Abstract

Collingwood's account of re-enactment is not often invoked as a source of inspira tion in contemporary action It was thus a pleasant surprise to come across an attempt to connect current research in cognitive psychology with the historical debate about the nature of action explanation that took place in mid-century, and to reclaim the centrality of Collingwood's work to contemporary theorizing about the nature of folk-psychological explanation. Stueber's Rediscovering Empathy articulates an interesting and highly original defense of empathy as a distinctive method of explanation in the social sciences. In so doing it contests a philosophical trend that has tended to dismiss the method of empathetic identification for relying on an implausibly Cartesian conception of the mind and on the employment of mysterious telepathic powers that lie beyond the scope of verification. Stueber's defense of empathy unfolds in the context of the contemporary debate in analytic philosophy of mind between and theory. Oversimplifying the matter somewhat, the issue at stake for theory theorists and simulation theorists is whether the ability to predict the be havior of other human beings depends on the employment of a theory about how human beings typically tend to react in certain circumstances (theory theory), or whether it is only necessary to empathize with them and ask how we would act if we found ourselves in their situation. In most cases simulation theory and theory theory have been presented as empirical hypotheses to be tested in experimental conditions. The testing ground for this debate has been developmental psychology, where experiments carried out under controlled conditions have shown that where as children around the age of three are unable to accurately predict the behavior of agents who hold beliefs different from their own, children aged five and over have no problems in performing this task. The question at stake is whether the five-year old as opposed to the three-year-old ability to predict the behavior of persons with a different set of beliefs from their own depends on the possession of a fairly so phisticated theory about how people generally act (as the theory theorists claims), or whether this ability is connected less with the child's cognitive development and more with the child's emotional development, that is, with his or her ability to empathize with others and take their point of view (as simulationists claim).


## WHAT YOU SHOULD DO
When you reach the line below that has "Locate an element on the screen. This", start returning lines exactly, and stop after the line that has "Find the location of a"; skip the pictures.

## STUDY MATERIAL
_____

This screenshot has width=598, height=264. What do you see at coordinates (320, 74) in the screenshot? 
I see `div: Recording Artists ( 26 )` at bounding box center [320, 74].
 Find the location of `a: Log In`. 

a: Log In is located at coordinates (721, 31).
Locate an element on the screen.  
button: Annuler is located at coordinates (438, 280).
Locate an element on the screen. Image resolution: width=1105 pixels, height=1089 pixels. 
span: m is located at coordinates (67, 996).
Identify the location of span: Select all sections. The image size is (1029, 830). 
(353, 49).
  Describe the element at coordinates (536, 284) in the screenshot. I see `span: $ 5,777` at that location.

_____

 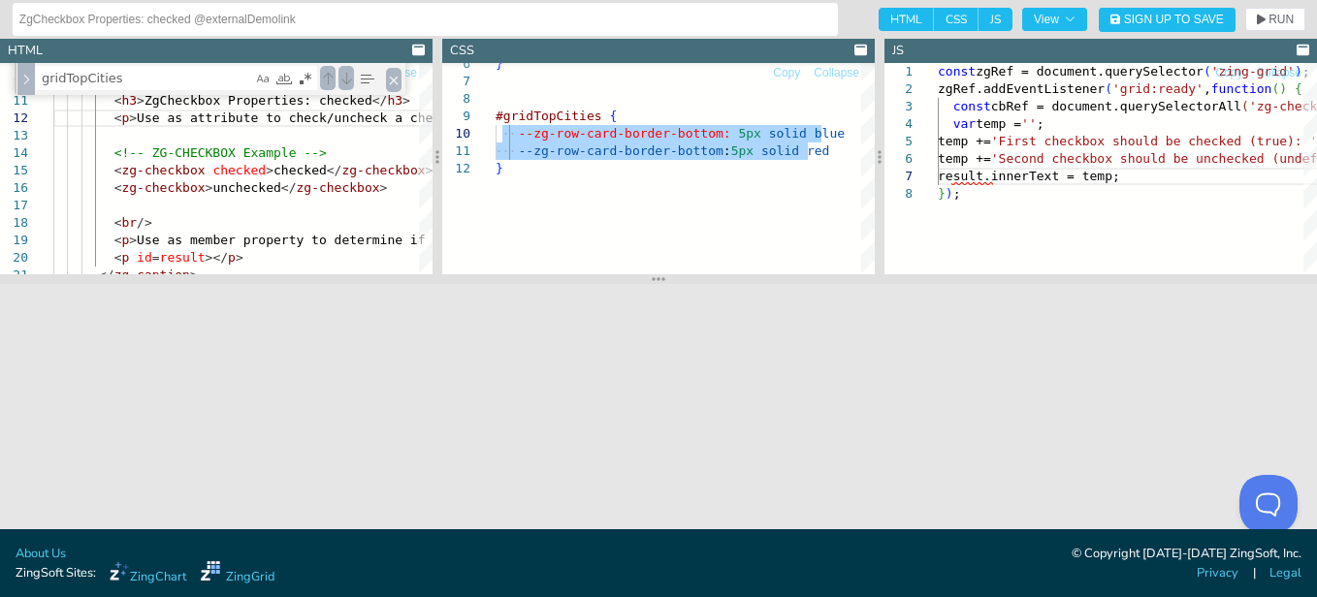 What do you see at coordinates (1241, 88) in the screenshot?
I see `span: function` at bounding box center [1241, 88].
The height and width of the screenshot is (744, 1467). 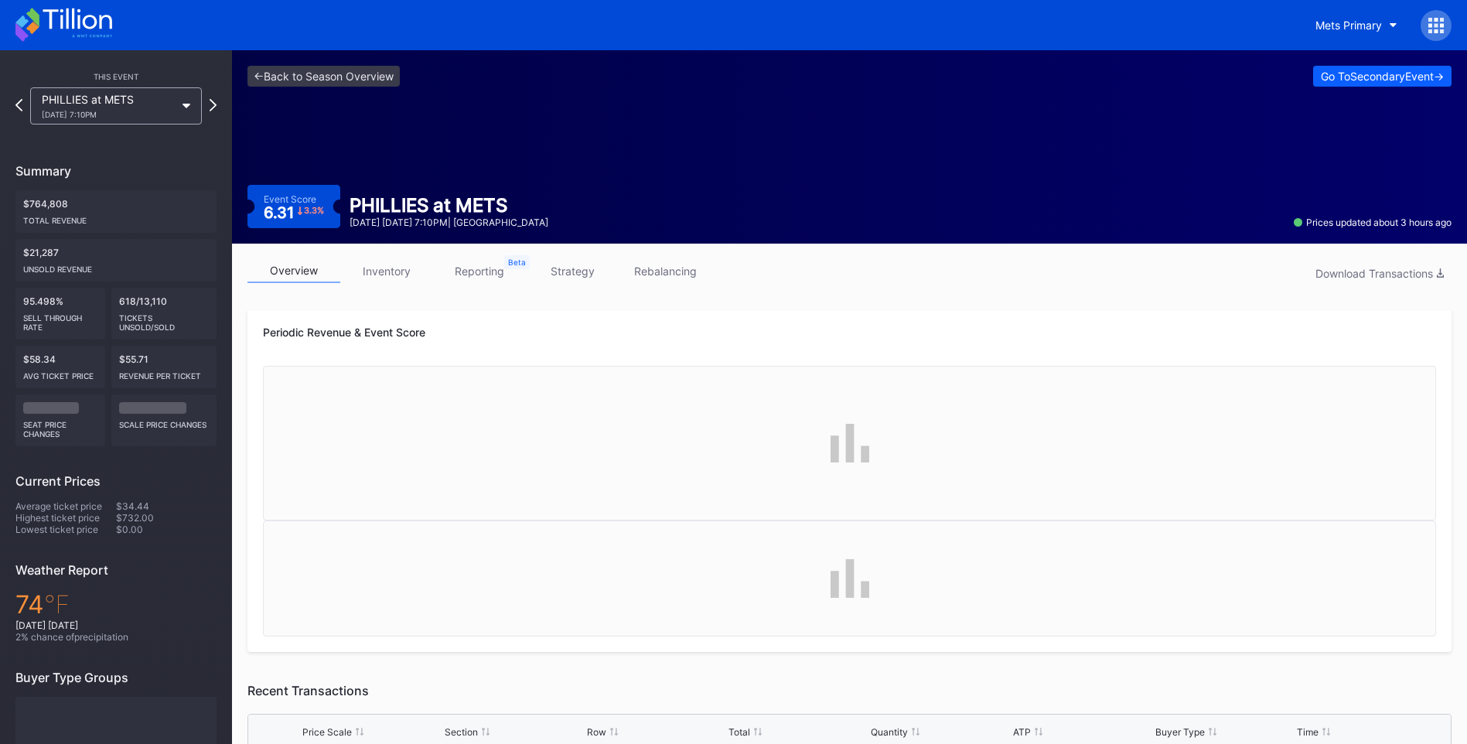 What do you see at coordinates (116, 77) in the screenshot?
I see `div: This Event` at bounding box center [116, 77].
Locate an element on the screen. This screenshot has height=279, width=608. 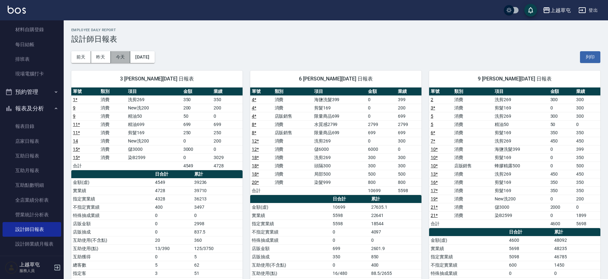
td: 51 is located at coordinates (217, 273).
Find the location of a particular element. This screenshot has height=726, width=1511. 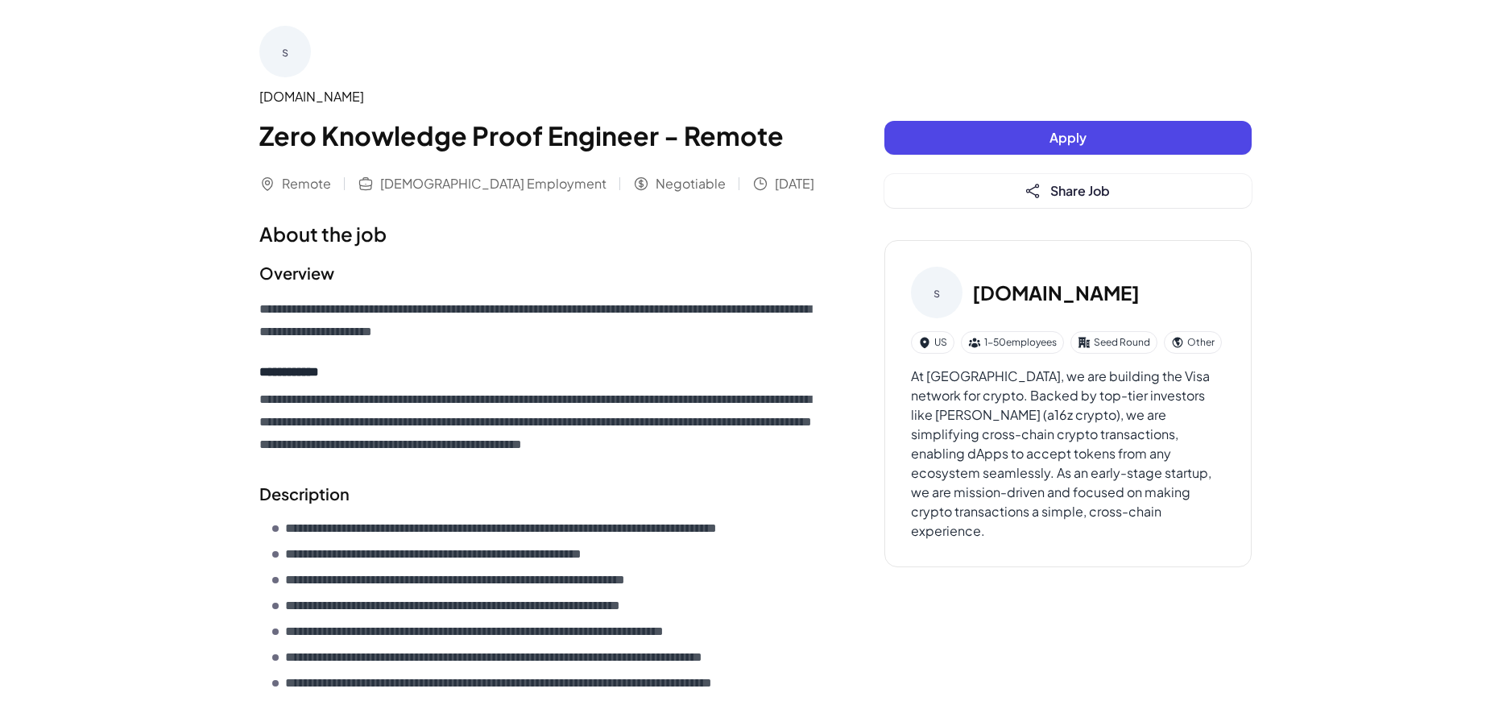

_____

## SOLUTION FOR THIS TASK
Locate an element on the screen. This screenshot has height=279, width=608. 
td: 51 is located at coordinates (217, 273).
Find the location of a particular element. This screenshot has height=726, width=1511. 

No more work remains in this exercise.